A precedent-setting ocean expedition will use “telepresence” to connect Dr. Robert Ballard at sea with Chief Scientist Dr. Debbie Kelley ashore as they explore the unique Lost City hydrothermal vents. The July 23 through August 1 mission is financially supported and coordinated by NOAA, the National Oceanic and Atmospheric Administration.

“Lost City is a remarkable, unique field of tall chimneys that spiral up from the ocean floor, and we are telling its story in real time through a precedent-setting ocean expedition that raises the bar on use of communications technology,” said Ballard, University of Rhode Island oceanography professor and the expedition’s principal investigator. “Normally, on a deep-ocean expedition, I talk with the mission’s chief scientist across a table on the research vessel,” he said. “In this case, we talk across the planet.

“Only now has our nation, led by NOAA, created a major program to explore the vast uncharted regions of our planet that lie beneath the sea, “ said Ballard. “Stay tuned for new discoveries!”

From NOAA ship Ronald H. Brown in the mid-Atlantic ocean, Ballard will communicate with Kelley, who will be in a specially designed command center at the University of Washington. She and other scientists connect to Ballard, and to images from the seafloor, via “telepresence,” using high-speed Internet and satellites. “With teams ashore at the University of Rhode Island and University of Washington, more intellectual capital can be applied to the mission,” said Ballard. In the past, missions have been limited by ship-to-shore communications capacity, the finite number of berthing spaces on research vessels and by competing obligations which sometimes precluded top scientists from going to sea.

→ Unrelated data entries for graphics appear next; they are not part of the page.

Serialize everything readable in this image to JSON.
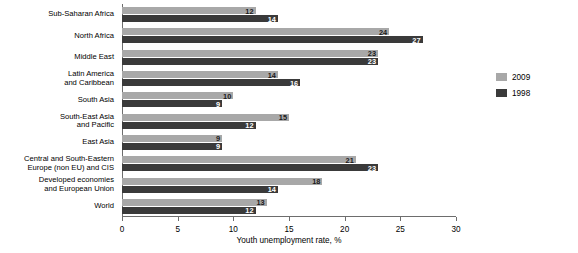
{
  "chart_data": {
    "type": "bar",
    "orientation": "horizontal",
    "title": "",
    "xlabel": "Youth unemployment rate, %",
    "ylabel": "",
    "xlim": [
      0,
      30
    ],
    "xticks": [
      0,
      5,
      10,
      15,
      20,
      25,
      30
    ],
    "grid": false,
    "legend_position": "right",
    "categories": [
      "Sub-Saharan Africa",
      "North Africa",
      "Middle East",
      "Latin America\nand Caribbean",
      "South Asia",
      "South-East Asia\nand Pacific",
      "East Asia",
      "Central and South-Eastern\nEurope (non EU) and CIS",
      "Developed economies\nand European Union",
      "World"
    ],
    "series": [
      {
        "name": "2009",
        "color": "#a8a8a8",
        "values": [
          12,
          24,
          23,
          14,
          10,
          15,
          9,
          21,
          18,
          13
        ]
      },
      {
        "name": "1998",
        "color": "#3a3a3a",
        "values": [
          14,
          27,
          23,
          16,
          9,
          12,
          9,
          23,
          14,
          12
        ]
      }
    ]
  },
  "legend": {
    "entries": [
      {
        "label": "2009"
      },
      {
        "label": "1998"
      }
    ]
  }
}
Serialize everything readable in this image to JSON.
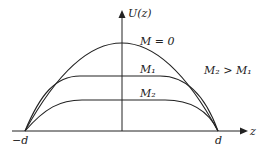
{
  "diagram": {
    "y_axis_label": "U(z)",
    "x_axis_label": "z",
    "left_tick": "−d",
    "right_tick": "d",
    "curves": [
      {
        "label": "M = 0",
        "shape": "parabola"
      },
      {
        "label": "M₁",
        "shape": "flattened plateau"
      },
      {
        "label": "M₂",
        "shape": "flattened plateau (lower)"
      }
    ],
    "relation": "M₂ > M₁",
    "line_color": "#222222"
  }
}
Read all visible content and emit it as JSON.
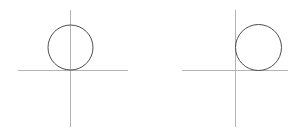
{
  "figure": {
    "background_color": "#ffffff",
    "width": 300,
    "height": 133,
    "axis_color": "#b3b3b3",
    "axis_stroke_width": 1,
    "circle_color": "#4d4d55",
    "circle_stroke_width": 1,
    "circle_fill": "none"
  },
  "panels": [
    {
      "id": "left",
      "label": "Circle centered on the y-axis, tangent to the x-axis from above",
      "origin": {
        "x": 70.5,
        "y": 70.5
      },
      "x_axis": {
        "x1": 18,
        "y1": 70.5,
        "x2": 128,
        "y2": 70.5,
        "label": "x-axis"
      },
      "y_axis": {
        "x1": 70.5,
        "y1": 10,
        "x2": 70.5,
        "y2": 127,
        "label": "y-axis"
      },
      "circle": {
        "cx": 70.5,
        "cy": 47.5,
        "r": 22.5,
        "diameter": 45,
        "tangent_to": [
          "x-axis"
        ],
        "bisected_by": [
          "y-axis"
        ],
        "label": "left-circle"
      }
    },
    {
      "id": "right",
      "label": "Circle tangent to both axes, lying in the first quadrant",
      "origin": {
        "x": 235.5,
        "y": 70.5
      },
      "x_axis": {
        "x1": 182,
        "y1": 70.5,
        "x2": 288,
        "y2": 70.5,
        "label": "x-axis"
      },
      "y_axis": {
        "x1": 235.5,
        "y1": 10,
        "x2": 235.5,
        "y2": 127,
        "label": "y-axis"
      },
      "circle": {
        "cx": 258.5,
        "cy": 47.5,
        "r": 23,
        "diameter": 46,
        "tangent_to": [
          "x-axis",
          "y-axis"
        ],
        "bisected_by": [],
        "label": "right-circle"
      }
    }
  ]
}
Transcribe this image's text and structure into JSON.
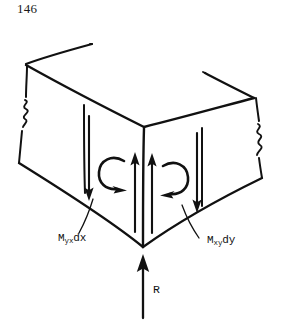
{
  "page": {
    "number": "146",
    "width": 283,
    "height": 328,
    "background_color": "#ffffff",
    "ink_color": "#111111"
  },
  "figure": {
    "labels": {
      "moment_left": {
        "symbol": "M",
        "subscript": "yx",
        "differential": "dx",
        "full_text": "Myxdx"
      },
      "moment_right": {
        "symbol": "M",
        "subscript": "xy",
        "differential": "dy",
        "full_text": "Mxydy"
      },
      "reaction": {
        "full_text": "R"
      }
    },
    "arrows": {
      "reaction_up": "upward-arrow-at-corner",
      "center_up_pair": "two-upward-arrows",
      "left_face_down": "downward-arrow",
      "right_face_down": "downward-arrow",
      "left_moment_curve": "counterclockwise-curved-arrow",
      "right_moment_curve": "clockwise-curved-arrow"
    },
    "break_marks": [
      "left-edge-zigzag-break",
      "right-edge-zigzag-break"
    ]
  }
}
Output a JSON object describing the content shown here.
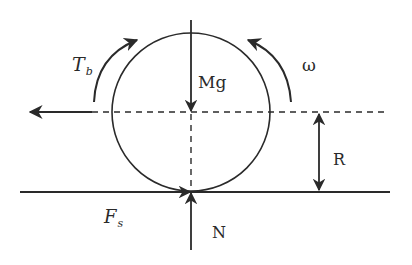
{
  "diagram": {
    "type": "free-body diagram",
    "colors": {
      "stroke": "#2a2a2a",
      "background": "#ffffff"
    },
    "labels": {
      "braking_torque": {
        "main": "T",
        "sub": "b"
      },
      "angular_velocity": "ω",
      "weight": "Mg",
      "radius": "R",
      "friction": {
        "main": "F",
        "sub": "s"
      },
      "normal": "N"
    }
  }
}
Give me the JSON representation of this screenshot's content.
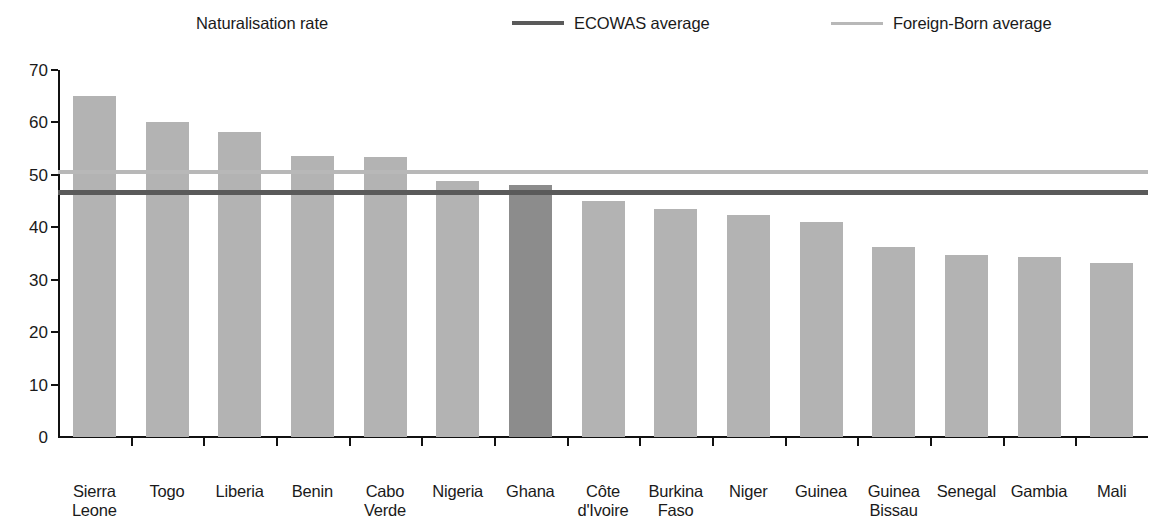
{
  "legend": {
    "items": [
      {
        "label": "Naturalisation rate",
        "marker": "bar-swatch-icon",
        "color": "#b3b3b3"
      },
      {
        "label": "ECOWAS average",
        "marker": "line-swatch-icon",
        "color": "#5a5a5a"
      },
      {
        "label": "Foreign-Born average",
        "marker": "line-swatch-icon",
        "color": "#b8b8b8"
      }
    ]
  },
  "axis": {
    "y_ticks": [
      "0",
      "10",
      "20",
      "30",
      "40",
      "50",
      "60",
      "70"
    ]
  },
  "chart_data": {
    "type": "bar",
    "title": "",
    "xlabel": "",
    "ylabel": "",
    "ylim": [
      0,
      70
    ],
    "ytick_step": 10,
    "grid": false,
    "legend_position": "top",
    "categories": [
      "Sierra Leone",
      "Togo",
      "Liberia",
      "Benin",
      "Cabo Verde",
      "Nigeria",
      "Ghana",
      "Côte d'Ivoire",
      "Burkina Faso",
      "Niger",
      "Guinea",
      "Guinea Bissau",
      "Senegal",
      "Gambia",
      "Mali"
    ],
    "category_lines": [
      [
        "Sierra",
        "Leone"
      ],
      [
        "Togo",
        ""
      ],
      [
        "Liberia",
        ""
      ],
      [
        "Benin",
        ""
      ],
      [
        "Cabo",
        "Verde"
      ],
      [
        "Nigeria",
        ""
      ],
      [
        "Ghana",
        ""
      ],
      [
        "Côte",
        "d'Ivoire"
      ],
      [
        "Burkina",
        "Faso"
      ],
      [
        "Niger",
        ""
      ],
      [
        "Guinea",
        ""
      ],
      [
        "Guinea",
        "Bissau"
      ],
      [
        "Senegal",
        ""
      ],
      [
        "Gambia",
        ""
      ],
      [
        "Mali",
        ""
      ]
    ],
    "series": [
      {
        "name": "Naturalisation rate",
        "type": "bar",
        "values": [
          65.0,
          60.1,
          58.2,
          53.6,
          53.5,
          48.9,
          48.0,
          45.0,
          43.4,
          42.3,
          41.0,
          36.3,
          34.8,
          34.4,
          33.1
        ],
        "color": "#b3b3b3",
        "highlight_index": 6,
        "highlight_color": "#8c8c8c"
      },
      {
        "name": "ECOWAS average",
        "type": "hline",
        "value": 46.7,
        "color": "#5a5a5a"
      },
      {
        "name": "Foreign-Born average",
        "type": "hline",
        "value": 50.5,
        "color": "#b8b8b8"
      }
    ]
  }
}
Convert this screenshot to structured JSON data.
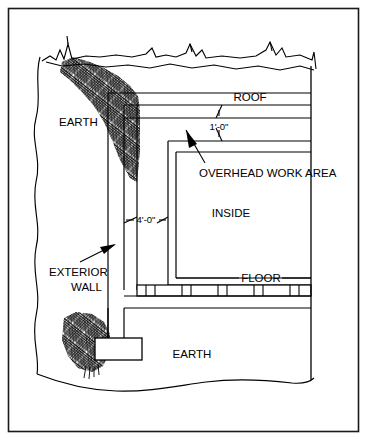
{
  "figure": {
    "type": "architectural-section-diagram",
    "border_color": "#1a1a1a",
    "line_color": "#000000",
    "background_color": "#ffffff"
  },
  "labels": {
    "earth_upper": "EARTH",
    "earth_lower": "EARTH",
    "roof": "ROOF",
    "overhead_work_area": "OVERHEAD WORK AREA",
    "inside": "INSIDE",
    "floor": "FLOOR",
    "exterior_wall_line1": "EXTERIOR",
    "exterior_wall_line2": "WALL"
  },
  "dimensions": {
    "overhead_clearance": "1'-0\"",
    "crawl_space_width": "4'-0\""
  },
  "annotations": [
    {
      "name": "overhead-work-area-leader",
      "icon": "arrow-up-left-icon",
      "points_to": "overhead work area void between roof and inside ceiling"
    },
    {
      "name": "exterior-wall-leader",
      "icon": "arrow-up-right-icon",
      "points_to": "exterior wall vertical member"
    },
    {
      "name": "roof-leader",
      "icon": "leader-line",
      "points_to": "roof assembly"
    },
    {
      "name": "floor-leader",
      "icon": "leader-line",
      "points_to": "floor assembly"
    }
  ],
  "elements": {
    "ground_line": "irregular jagged grade break line across top",
    "left_break_line": "wavy vertical break line at left edge",
    "bottom_break_line": "wavy horizontal break line at bottom",
    "earth_hatch": "dense crosshatch earth symbol",
    "footing": "rectangular concrete footing at base of exterior wall",
    "floor_joists": "segmented joist blocking band below floor"
  }
}
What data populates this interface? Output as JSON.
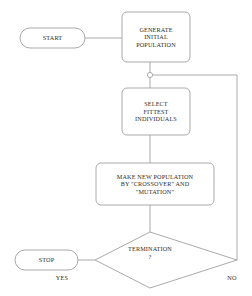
{
  "diagram": {
    "stroke_color": "#a0a0a0",
    "text_color": "#2b2b2b",
    "background_color": "#ffffff",
    "nodes": [
      {
        "id": "start",
        "shape": "stadium",
        "label": "START"
      },
      {
        "id": "generate",
        "shape": "rounded-rect",
        "label": "GENERATE\nINITIAL\nPOPULATION"
      },
      {
        "id": "junction",
        "shape": "circle",
        "label": ""
      },
      {
        "id": "select",
        "shape": "rounded-rect",
        "label": "SELECT\nFITTEST\nINDIVIDUALS"
      },
      {
        "id": "make",
        "shape": "rounded-rect",
        "label": "MAKE NEW POPULATION\nBY \"CROSSOVER\" AND\n\"MUTATION\""
      },
      {
        "id": "termination",
        "shape": "diamond",
        "label": "TERMINATION\n?"
      },
      {
        "id": "stop",
        "shape": "stadium",
        "label": "STOP"
      }
    ],
    "edge_labels": {
      "yes": "YES",
      "no": "NO"
    }
  }
}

“Lost City is truly one of the most remarkable places on our planet. Its serendipitous discovery shows that there is still much left to be learned about our oceans and the life they sustain,” said Kelley, who with colleagues discovered the field of hydrothermal chimneys in 2000, the first of its kind to be discovered. Unlike “black smoker” chimney vents first discovered on the Galapagos Ridge by Ballard in 1977, the fluid venting at Lost City is not driven by heat from cooling volcanoes, but from heat when seawater reacts with rocks below the field

Fluids in black chimney smokers are hot (reaching more than 700°F), but at Lost City vents are cooler (less than 200°F) and are so alkaline they are similar in pH to products used to unclog household drains. Because of its unique chemistry, the field hosts novel life forms that live in the absence of sunlight, and thrive on methane and hydrogen gases given off during alteration of the rocks.

The Lost City vent field is on an underwater mountain the size of Mt. Rainier, on ocean crust about 1.5 million years old. “Because of its unique chemistry and geologic setting, Lost City may be one of our closest analogues to hydrothermal systems active during early formation of oceans on Earth and other planets,” said Kelley.